Exploring the 'trustworthiness' of GPs

Date
Category
NCRM news
Author(s)
Kaisa Puustinen

This article by Rose Wiles also appears in the MethodsNews Spring 2014 issue.
 
 
Trust is fundamental in relationships where there is an element of risk and unequal knowledge between parties, such as in the relationship between a patient and their GP. While 'general' measures of trust in GPs in surveys demonstrate high levels of trust among populations, 'specific' measures of trust (in relation to particular experiences of health care) reveal a more sceptical picture, particularly among people with certain health conditions.
 
Various factors have been identified as challenging the trust that people have traditionally had in GPs. These include an increase in the availability of health information and support online, an increase in the prevalence of chronic conditions, and a decline in levels of trust in science and public organisations in general, and in the medical profession in particular. The nature of patient-doctor interactions are further complicated by the Health and Social Care Act (HSCA) 2012. Various health care organisations have argued that the Act poses a further threat to trust between patients and GPs, as GPs take on a major budgetary role. The relationship between GPs and patients has been characterised as changing from one of 'blind' or 'embodied' trust in GPs, in which patients unquestionably view their GP as trustworthy, to one of 'earned trust'. The earned trust model implies that patients trust their GPs when their personal experience with a GP indicates that they are trustworthy, that is, when they demonstrate their technical competence as well as a range of interpersonal skills.
 
NCRM researchers have been exploring trust in GP/patient relationships using a mixed methods approach involving analysis of the 2012 GP-Patient Survey, focus groups with users of GP services and analysis of on-line patient forums Analysis of the 2012 GP-Patient Survey found that lower levels of trust were associated with patients with the following conditions: long-term neurological problems; long-term back problems; long-term mental health conditions; arthritis or long-term joint problem; epilepsy; kidney or liver disease. In addition to these conditions, our analysis also found an association between people with visual or hearing impairment and dissatisfaction with their GPs in some of the behaviours that have been associated with relationships of trust between patients and GPs, such as giving time to patients and listening to them. 
 
Focus group participants and analysis of data from online forums identified issues relating to GPs' technical competence, their communication skills and their interpersonal skills or characteristics in describing what defined a trustworthy GP. Each of these attributes was linked to each other so a trustworthy GP was viewed as needing skills in each of these domains. Participants viewed a trustworthy GP as one who treats their condition appropriately, who 'knows' them and has knowledge about their life, who treats them as an individual and who they can have access to at a time when they need it.  
 
Underlying patients' conceptions of the behaviour and characteristics of a trustworthy GP appears to be an ideal of the family doctor of the past. In discussing the trustworthiness of GPs, participants drew on two distinct types of GP; that of the family doctor and the doctor who is a manager of a business. The former was seen as trustworthy and as someone who acted in the best interests of their patients and the latter as someone who acted in the best interests of the 'business'. The many demands on GPs, exacerbated by the HSCA, mean that a return to this ideal of a GP as a 'family doctor' is unlikely and probably impossible. Many of the participants to this study were aware of this and regretted the move to bureaucratic and rationalised general practice.
 
Our research indicated that there are many barriers in contemporary general practice that make it difficult to develop the sorts of relationships of trust that patients seek. However, despite this, some research participants appeared to have been able to forge relationships of trust with their GPs with which they were satisfied, demonstrating that such relationships are possible despite the constraints patients and GPs experience.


§ Task to complete
In the data below, repeat the line containing "Hunt for <element>window</element>." and every following line exactly, up to and including the last line. Exclude pictures.

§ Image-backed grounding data

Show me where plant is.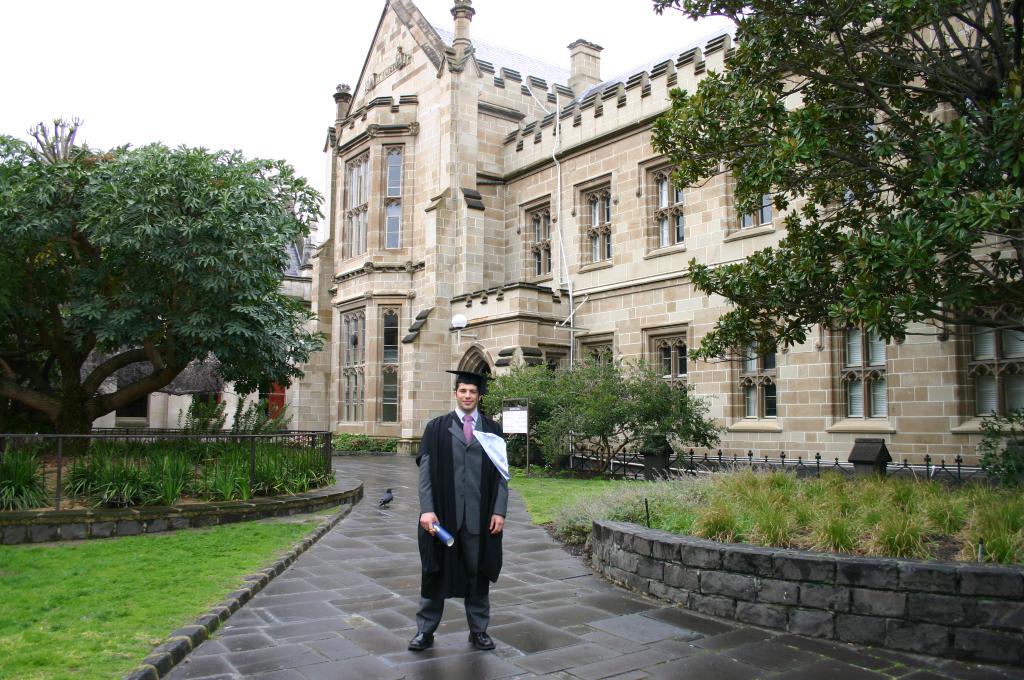
plant is at (922,491,988,550).
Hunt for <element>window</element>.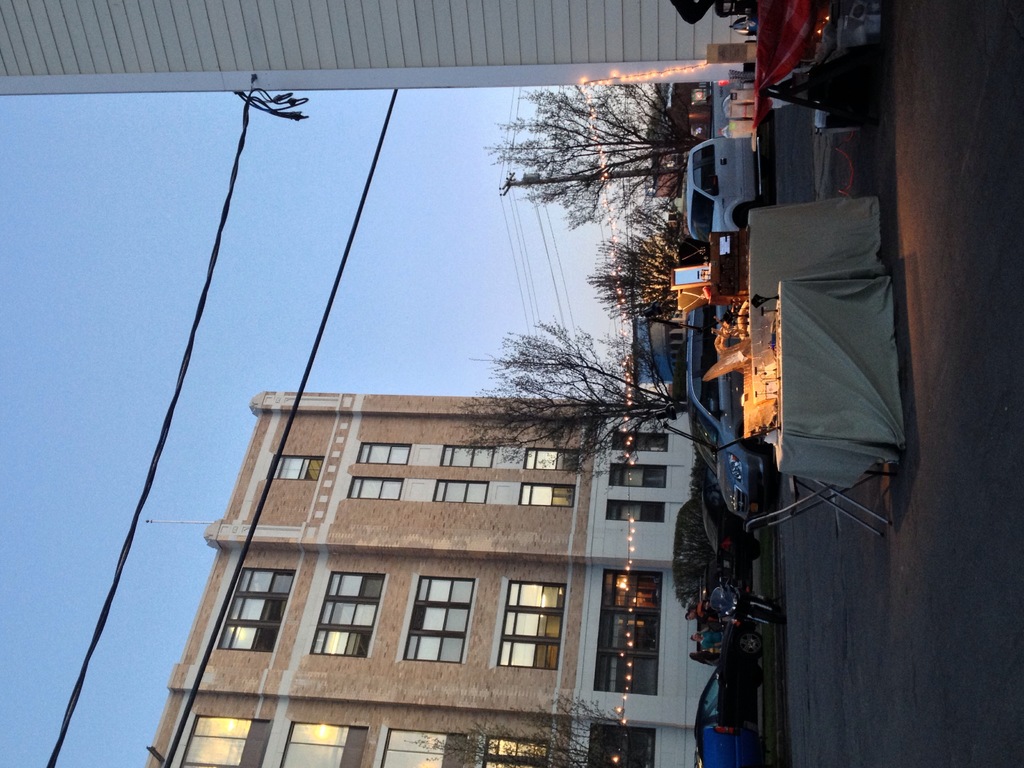
Hunted down at x1=311 y1=572 x2=386 y2=657.
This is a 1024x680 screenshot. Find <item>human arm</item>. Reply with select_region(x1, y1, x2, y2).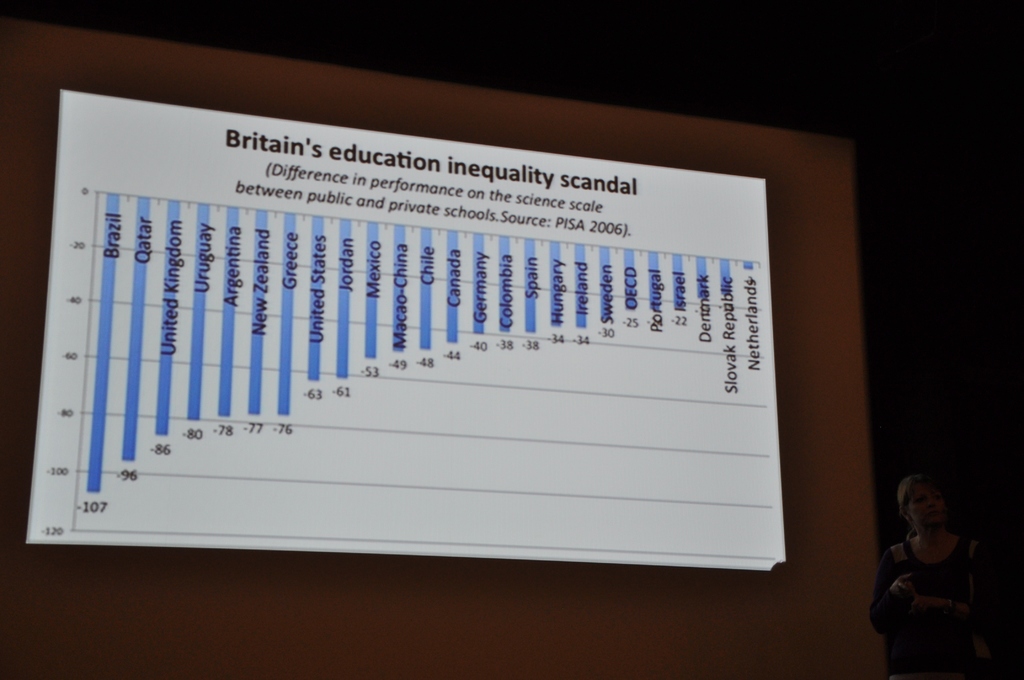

§ Answer to the exercise
Hunt for <element>window</element>.
Hunted down at x1=311 y1=572 x2=386 y2=657.
This is a 1024x680 screenshot. Find <item>human arm</item>. Reply with select_region(x1, y1, x2, y2).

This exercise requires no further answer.